Light refreshments will be provided.

Cost: $10 per person – All proceeds from tickets will be donated to SVS and local partner scholarship programs.

Register today: https://bit.ly/3LNM7jj

Chuck Morohn will also be speaking that morning at the SACOG Board meeting https://sacog.primegov.com/Portal/Meeting?compiledMeetingDocumentFileId=5424 during Item 14 – Workshop: https://sacog.primegov.com/meetings/ItemWithTemplateType?id=2275&meetingTemplateType=2 and https://sacog.primegov.com/portal/item?id=2275

Q&A with Alberto Ayala, Director of Sacramento’s Air Quality District, SacTown Magazine, June 4, 2022

Alberto Ayala discusses “the growing threat of wildfire smoke, the urgent need to move away from fossil fuel engines, the “scary” results from a new study about the impact of air pollution on our brain health, and why we need to rethink transportation as we plan for a better post-pandemic world.”

On transportation:

“I wrote an essay five years ago, in which I pointed out that of the 40 biggest cities in the country, Sacramento and Las Vegas were the only two without any protected bike lanes and with no imminent plans to build them, whereas cities like New York, San Francisco and Chicago were racing to build hundreds of miles of protected bike lanes. And now five years later, we’re not much better off. And for reasons I don’t completely understand, the city just has not made that a priority when clearly, active transportation like biking and walking is going to be one of the ways that we move toward cleaner air. . . [and] where is the investment in transit? And how are we helping our public transit be the innovative transit of the future where you actually meet the needs of transportation for people?”
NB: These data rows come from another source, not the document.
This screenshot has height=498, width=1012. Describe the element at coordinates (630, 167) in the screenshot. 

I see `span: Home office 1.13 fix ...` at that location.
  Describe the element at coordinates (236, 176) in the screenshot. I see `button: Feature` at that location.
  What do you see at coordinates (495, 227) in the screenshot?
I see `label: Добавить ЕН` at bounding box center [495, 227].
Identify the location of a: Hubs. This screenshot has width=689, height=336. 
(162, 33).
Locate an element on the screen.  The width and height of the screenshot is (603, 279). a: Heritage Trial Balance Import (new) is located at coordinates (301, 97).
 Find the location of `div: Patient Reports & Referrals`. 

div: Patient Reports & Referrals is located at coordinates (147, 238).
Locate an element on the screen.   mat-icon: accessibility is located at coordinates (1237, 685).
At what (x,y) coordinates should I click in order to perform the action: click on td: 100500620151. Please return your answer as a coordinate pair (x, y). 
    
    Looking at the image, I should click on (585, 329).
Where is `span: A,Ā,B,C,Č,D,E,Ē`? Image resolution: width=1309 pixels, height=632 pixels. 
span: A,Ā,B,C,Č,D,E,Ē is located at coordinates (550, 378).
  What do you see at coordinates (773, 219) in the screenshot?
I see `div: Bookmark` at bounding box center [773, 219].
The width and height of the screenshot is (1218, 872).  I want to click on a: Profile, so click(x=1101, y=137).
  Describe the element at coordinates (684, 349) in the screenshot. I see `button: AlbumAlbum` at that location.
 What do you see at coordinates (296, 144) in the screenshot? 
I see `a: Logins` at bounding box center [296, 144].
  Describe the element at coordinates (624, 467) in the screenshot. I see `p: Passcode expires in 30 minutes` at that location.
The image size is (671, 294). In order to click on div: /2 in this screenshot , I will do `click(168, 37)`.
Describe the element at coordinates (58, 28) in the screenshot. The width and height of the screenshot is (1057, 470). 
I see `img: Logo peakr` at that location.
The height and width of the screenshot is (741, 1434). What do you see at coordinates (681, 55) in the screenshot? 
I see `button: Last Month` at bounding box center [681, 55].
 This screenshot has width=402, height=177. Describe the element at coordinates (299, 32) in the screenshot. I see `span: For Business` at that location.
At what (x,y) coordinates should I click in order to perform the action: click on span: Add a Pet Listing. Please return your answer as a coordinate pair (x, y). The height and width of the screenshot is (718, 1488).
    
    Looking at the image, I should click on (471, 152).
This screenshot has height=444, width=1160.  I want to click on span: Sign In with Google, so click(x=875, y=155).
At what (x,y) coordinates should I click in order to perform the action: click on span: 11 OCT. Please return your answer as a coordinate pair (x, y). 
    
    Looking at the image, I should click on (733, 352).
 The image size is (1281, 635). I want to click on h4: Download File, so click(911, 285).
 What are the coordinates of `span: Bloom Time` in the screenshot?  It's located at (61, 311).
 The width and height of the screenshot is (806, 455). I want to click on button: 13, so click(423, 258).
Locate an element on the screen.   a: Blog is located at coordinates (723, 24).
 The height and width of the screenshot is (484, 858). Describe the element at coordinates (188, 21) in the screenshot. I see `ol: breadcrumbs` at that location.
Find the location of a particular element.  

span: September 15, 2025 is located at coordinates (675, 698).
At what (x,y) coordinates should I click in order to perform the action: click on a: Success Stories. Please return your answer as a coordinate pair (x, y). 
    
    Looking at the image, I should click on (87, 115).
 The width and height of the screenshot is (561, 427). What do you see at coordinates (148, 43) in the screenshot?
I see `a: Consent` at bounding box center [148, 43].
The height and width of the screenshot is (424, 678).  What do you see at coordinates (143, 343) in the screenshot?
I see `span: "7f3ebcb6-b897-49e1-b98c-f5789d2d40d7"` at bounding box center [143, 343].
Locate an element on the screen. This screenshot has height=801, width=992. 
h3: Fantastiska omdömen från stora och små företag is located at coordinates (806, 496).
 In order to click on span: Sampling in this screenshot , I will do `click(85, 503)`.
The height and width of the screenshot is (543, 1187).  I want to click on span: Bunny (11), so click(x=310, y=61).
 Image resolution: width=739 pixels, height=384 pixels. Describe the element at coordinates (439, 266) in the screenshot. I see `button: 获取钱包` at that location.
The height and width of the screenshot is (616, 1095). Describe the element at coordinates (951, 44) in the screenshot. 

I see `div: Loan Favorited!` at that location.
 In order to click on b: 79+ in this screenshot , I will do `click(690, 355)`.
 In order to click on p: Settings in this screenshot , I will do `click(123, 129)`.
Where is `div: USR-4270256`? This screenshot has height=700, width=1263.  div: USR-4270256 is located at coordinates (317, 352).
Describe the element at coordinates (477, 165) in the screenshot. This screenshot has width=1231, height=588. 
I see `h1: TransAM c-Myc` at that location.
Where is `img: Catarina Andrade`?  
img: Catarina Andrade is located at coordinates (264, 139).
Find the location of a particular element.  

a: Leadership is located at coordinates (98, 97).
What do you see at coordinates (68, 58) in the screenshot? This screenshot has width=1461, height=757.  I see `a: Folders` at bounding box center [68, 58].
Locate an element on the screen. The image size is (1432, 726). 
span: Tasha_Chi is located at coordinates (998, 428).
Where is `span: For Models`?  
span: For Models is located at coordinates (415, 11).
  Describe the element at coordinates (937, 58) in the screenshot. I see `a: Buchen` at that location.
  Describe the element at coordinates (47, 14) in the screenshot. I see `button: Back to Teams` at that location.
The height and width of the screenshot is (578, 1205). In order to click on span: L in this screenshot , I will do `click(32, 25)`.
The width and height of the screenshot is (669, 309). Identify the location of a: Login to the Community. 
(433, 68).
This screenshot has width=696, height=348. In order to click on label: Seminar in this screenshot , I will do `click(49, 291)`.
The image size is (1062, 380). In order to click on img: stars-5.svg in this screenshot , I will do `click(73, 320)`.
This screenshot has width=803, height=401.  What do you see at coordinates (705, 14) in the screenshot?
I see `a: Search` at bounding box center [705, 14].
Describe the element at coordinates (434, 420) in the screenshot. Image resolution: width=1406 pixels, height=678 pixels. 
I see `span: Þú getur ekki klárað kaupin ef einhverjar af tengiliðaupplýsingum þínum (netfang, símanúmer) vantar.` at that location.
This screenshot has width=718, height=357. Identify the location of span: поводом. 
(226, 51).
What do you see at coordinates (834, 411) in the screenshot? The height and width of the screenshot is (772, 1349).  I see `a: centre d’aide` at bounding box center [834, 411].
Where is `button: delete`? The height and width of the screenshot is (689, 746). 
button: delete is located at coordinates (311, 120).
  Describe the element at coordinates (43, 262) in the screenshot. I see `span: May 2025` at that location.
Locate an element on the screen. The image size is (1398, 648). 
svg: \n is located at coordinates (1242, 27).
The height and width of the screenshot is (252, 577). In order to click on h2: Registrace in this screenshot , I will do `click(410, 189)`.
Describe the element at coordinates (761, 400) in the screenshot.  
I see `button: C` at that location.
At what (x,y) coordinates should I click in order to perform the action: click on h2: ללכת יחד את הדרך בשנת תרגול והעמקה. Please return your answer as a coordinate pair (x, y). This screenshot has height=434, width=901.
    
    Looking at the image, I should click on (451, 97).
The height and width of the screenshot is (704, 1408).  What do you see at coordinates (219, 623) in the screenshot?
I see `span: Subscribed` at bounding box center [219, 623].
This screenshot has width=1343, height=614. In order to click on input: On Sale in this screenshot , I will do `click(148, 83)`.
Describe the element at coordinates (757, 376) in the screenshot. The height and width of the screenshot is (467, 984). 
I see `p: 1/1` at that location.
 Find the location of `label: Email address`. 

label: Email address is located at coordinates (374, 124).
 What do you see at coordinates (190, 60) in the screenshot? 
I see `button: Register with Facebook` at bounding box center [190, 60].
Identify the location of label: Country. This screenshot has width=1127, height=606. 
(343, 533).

On the difference between ozone pollution and particle pollution:

“In Sacramento, like most urban regions, the most chronically difficult pollution problem is ozone pollution, not so much particle pollution, but clearly wildfires are changing that. Particle pollution is the smoke that you see from something like a wildfire, or the soot that comes out of a diesel truck. That black smoke is essentially a collection of these particles that come in all kinds of shapes and sizes. Ozone pollution, in contrast, is the result of nitrogen oxide and volatile organic emissions often from the combustion of fossil fuels—fuel that burns in an internal combustion engine like in a gasoline car. In the presence of sunlight, they basically cook up in the atmosphere, and then they lead to ozone, also known as smog. So the difference is here we’re talking about gases, not particles.”